The project reports a 30% reduction in non-elective hospital admission costs, a 40% drop in acute admissions for long-term conditions and a 5% cut in demand for adult social care.

In other words, alleviating human misery saves money.

I can't say I'm surprised. But as a member of the baby boomer generation who is edging, however slowly, toward the frail elderly category, I am delighted.

What is currently happening to old people is a blot on our society. Dr Matthew Boulter, one of the GPs involved in the Cornish scheme, told about visiting a disabled patient at home. As he was leaving the house he realised she had no chairs and wondered if that meant she had no visitors. He doubled back to talk to her to discover she hadn't been out of the house for five years. Her wish was to do her own shopping in a nearby supermarket. The GP was able to arrange it. Isn't it shaming to think that people remain isolated for years and die without having such simple requests granted?

We know that loneliness is twice as damaging to health as obesity. It increases premature death by 14%. In Scotland, more than 80,000 people over the age of 65 say they are always or often lonely. Television is the main source of company for 350,000 and almost one-quarter of a million say they "would like to get out more".

There are, of course, charities here and across the rest of the UK that cater for older people. Organisations such as the Royal Voluntary Service do exceptional work that includes providing volunteer drivers and offering support for patients when they leave hospital. Many charities organise lunch clubs. But when Volunteer Scotland carried out research in Tayside, it found elderly people wanted more personalised support. Not everyone likes bingo, one pointed out. People would like the ability to continue the interests they have always had.

The Tayside research found what Cornwall demonstrates. Preventative, anticipatory, low level support is effective. It is early intervention that contributes to reduced admissions and readmissions to acute care. Having someone on hand who knows the patient well also helps. Part of the problem is getting older people to admit to frailty or to ask for help.

I witnessed this difficulty when I attended a hospital out-patients appointment with an elderly acquaintance. Until recently, he was fit and independent. His attitude hasn't caught up with his physical decline. To each question about how he was coping he answered: "Fine."

I knew he could neither cook nor clean. He would tell me he'd lost his appetite and was so unsteady on his feet he was taking a taxi to buy bread. But he wouldn't admit to his changed circumstances to a strange nurse or doctor in a hospital. However, an alert GP who saw him regularly could have spotted the decline and persuaded him to speak to an in-house volunteering service.

The right back-up at the right time would have lifted his spirits by diminishing his anxiety. Someone coming in to take him shopping would improve his nutrition, reduce the risk of falls and keep him out of hospital. The spiral that is pulling him down could be reversed.

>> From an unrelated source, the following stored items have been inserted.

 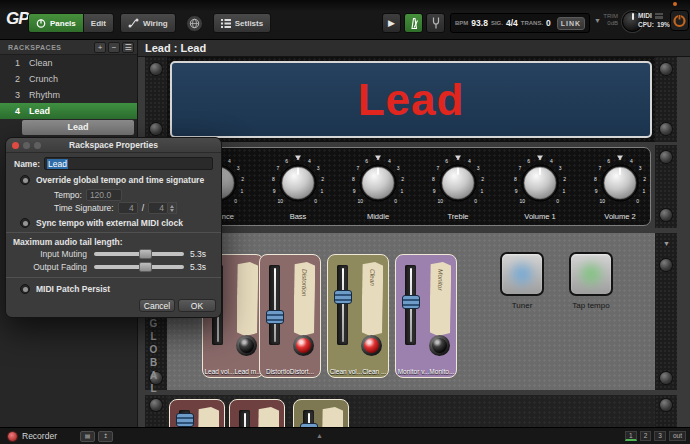 What do you see at coordinates (414, 48) in the screenshot?
I see `rackspace-title-bar: Lead` at bounding box center [414, 48].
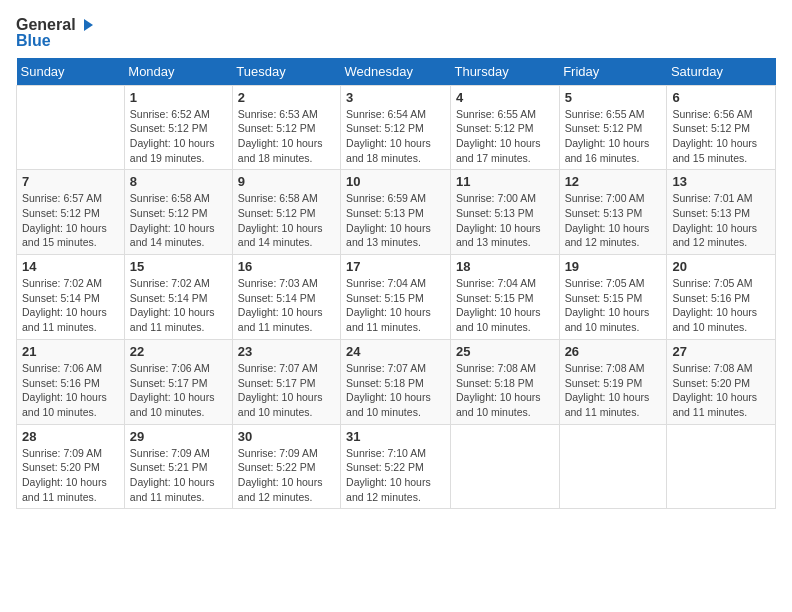 The image size is (792, 612). Describe the element at coordinates (178, 352) in the screenshot. I see `day-number: 22` at that location.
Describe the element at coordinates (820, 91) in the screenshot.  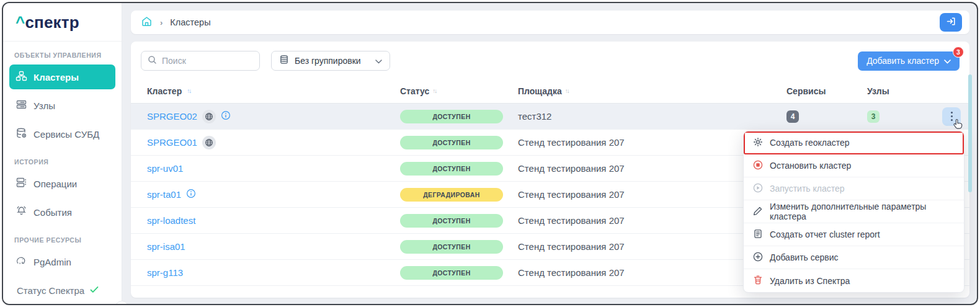
I see `column-header-services: Сервисы` at that location.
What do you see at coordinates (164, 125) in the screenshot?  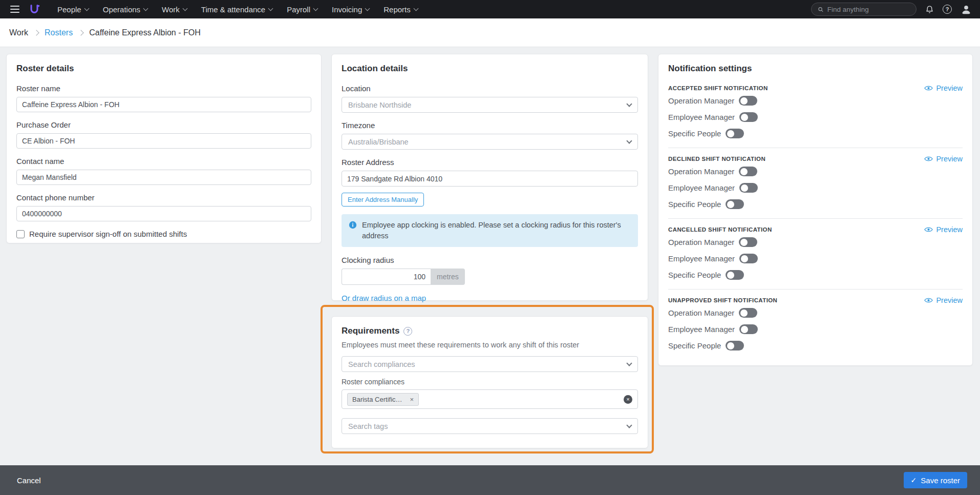 I see `purchase-order-label: Purchase Order` at bounding box center [164, 125].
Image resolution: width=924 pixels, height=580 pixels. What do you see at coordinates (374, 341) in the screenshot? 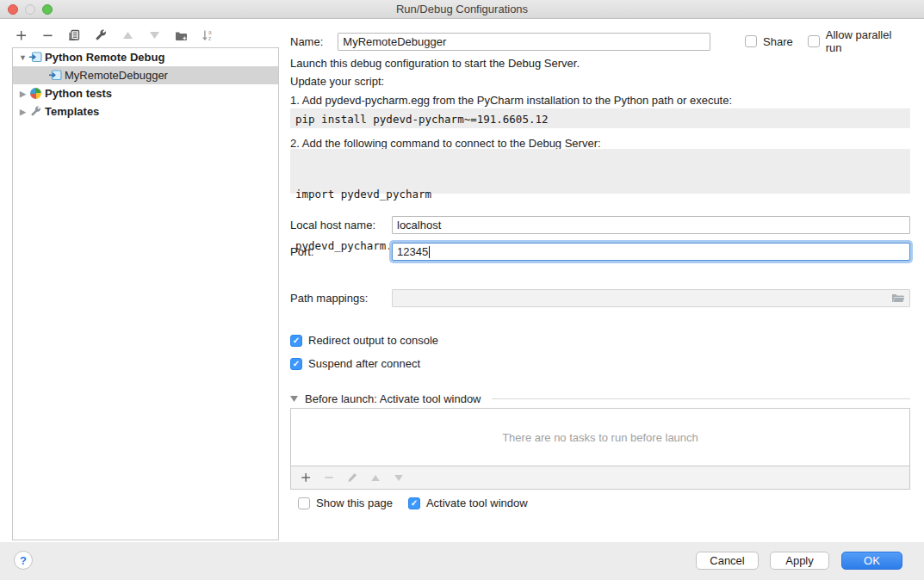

There is another possible advantage to having a volunteer service. By becoming volunteers, the over-60s can help themselves. Callers to Silver Line say they get low when they no longer feel of value. They lose confidence and start to feel trapped at home and isolated. By volunteering while they are still healthy, they remain connected to other people and the wider world.

We are advancing towards a demographic time bomb. It is bringing a pressure that won't change after September, whether the referendum vote is Yes or No. It is a human problem that has the potential to become an unmanageable crisis. Now there is hope of a humane solution. Will we grasp it?